His range is astonishing and probably also is due to the need to please a diverse audience in order to keep the receipts coming in. So, he offered up bloody power politics from Roman and English history, but often not that far from his own day’s headlines. He cranked out tragedies set in Denmark, Italy, Scotland and the Celtic past but their themes of jealousy, greed, vengeance, ambition are universal.

There are also strange romances that fit in no contemporary genre category and comedies that start in the real world, take us to an enchanted place and then bring us back. Often they are inhabited by adorable, admirable, idealized heroines far better than any of his men – Viola, Olivia, Rosalind, Portia, Beatrice, Miranda.

Part of the difficulty of confining the plays to categories is that they refuse to be conventionally simple-minded, single-minded or black and white. Yes, there are villains like Richard III, Iago, Goneril and Regan. But they are so energetically dark as to seem like the world’s first studies in psychopathology. Damn good theater, too.

Often his characters are more complex than the needs of the play require. Hamlet, of course. But Othello could have just been jealousy personified or Shylock the stock stereotypical Jew. But they aren’t. They are human, all too human and rouse not hisses from the audience but fear and pity.

When I first thought it would be nice to remember Shakespeare’s birthday, I thought I’d mention some of the memorable performances of his works I’ve had the luck to see, but the list quickly got too long to share and covered a lot of territory from the Great Lakes Shakespeare Festival of my youth to The Mount in Massachusetts and the Guthrie in Minneapolis. My worst memory is personal. In college I played the First Gravedigger in Hamlet opposite a gloomy Dane who hadn’t learned his lines. Every performance was like jumping out of a plane unsure if the parachute would open.

I am not sure I’ve ever seen a Tempest or a Lear to match the stagings in my head. I’ve never really warmed to Macbeth, Romeo and Juliet, or Julius Caesar. Most of the histories, other than Richard III and Henry V seem tedious, but I can’t get enough of Twelfth Night, Taming of the Shrew, Merchant of Venice, Hamlet and Othello. I’m not quite sure I understand Measure for Measure, but I’m fascinated by it. I’ve only seen Antony and Cleopatra once, but it surprised me with how well it played and how powerful it was. The older I get, the less I need to see another Midsummer’s Night, but the more I am attracted to the odd and very difficult to stage Winter’s Tale.

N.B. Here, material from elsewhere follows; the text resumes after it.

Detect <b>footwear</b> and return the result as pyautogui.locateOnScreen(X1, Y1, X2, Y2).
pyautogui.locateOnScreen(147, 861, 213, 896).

I was lucky in being in a place where Shakespeare was available live and on film when I was young. Through the magic of Netflix and Streaming, young people have a chance to see all I did and more in video format but perhaps less on stage. That’s a shame. Live you are immersed in the work and realize it feels more like a musical performance than a literary one. No wonder so many operas and musicals have been made from his work.

If you encounter Shakespeare early and are hooked, he will be a friend for life. And the more you live, the more he will have to say. He shows us the black depths to which human hearts can sink but also the love and joy, great courage and charming silliness of which we are capable.

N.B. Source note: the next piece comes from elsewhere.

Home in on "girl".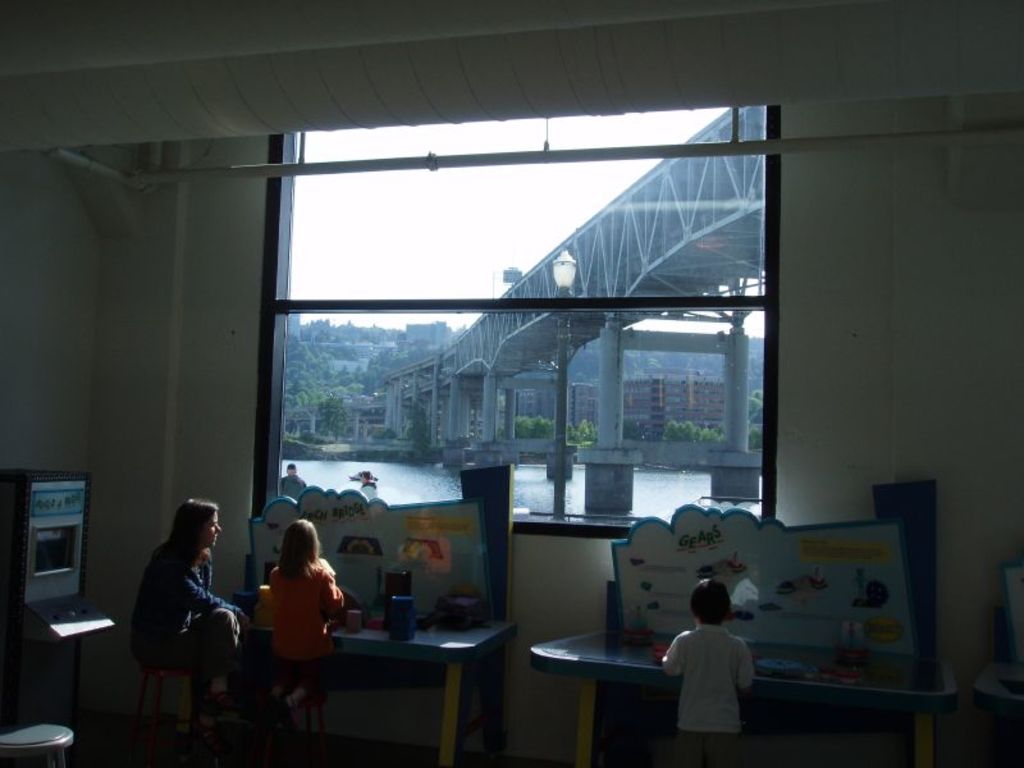
Homed in at [261, 515, 351, 735].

If I ran the schools I’d try to make sure every teen saw Hamlet or Othello, the Helen Mirren Tempest and Al Pacino’s Merchant of Venice and two fairly recent comedies. One is the brilliant, minimalist, modern dress Much Ado about Nothing directed by Joss Whedon at his own California home. It was a revelation to me, making the play come more alive than it ever had before. And finally, the glorious Trevor Nunn Twelfth Night with Helena Bonham Carter, Ben Kingsley, Nigel Hawthorne, the best I’ve ever seen.

Walt Whitman, a poet obviously deeply in thrall to Shakespeare, said, “I am large, I contain multitudes.” Whitman’s great but was a borough compared to the Bard. All the world is compassed by his stage. He frightens, consoles, amuses, ennobles, and teaches how to live and how not to behave. What a piece of work he was.

Happy Birthday, Will, and thanks for four and a half centuries of magic. As usual, you said it best. “Your presence makes us rich, most noble Lord.”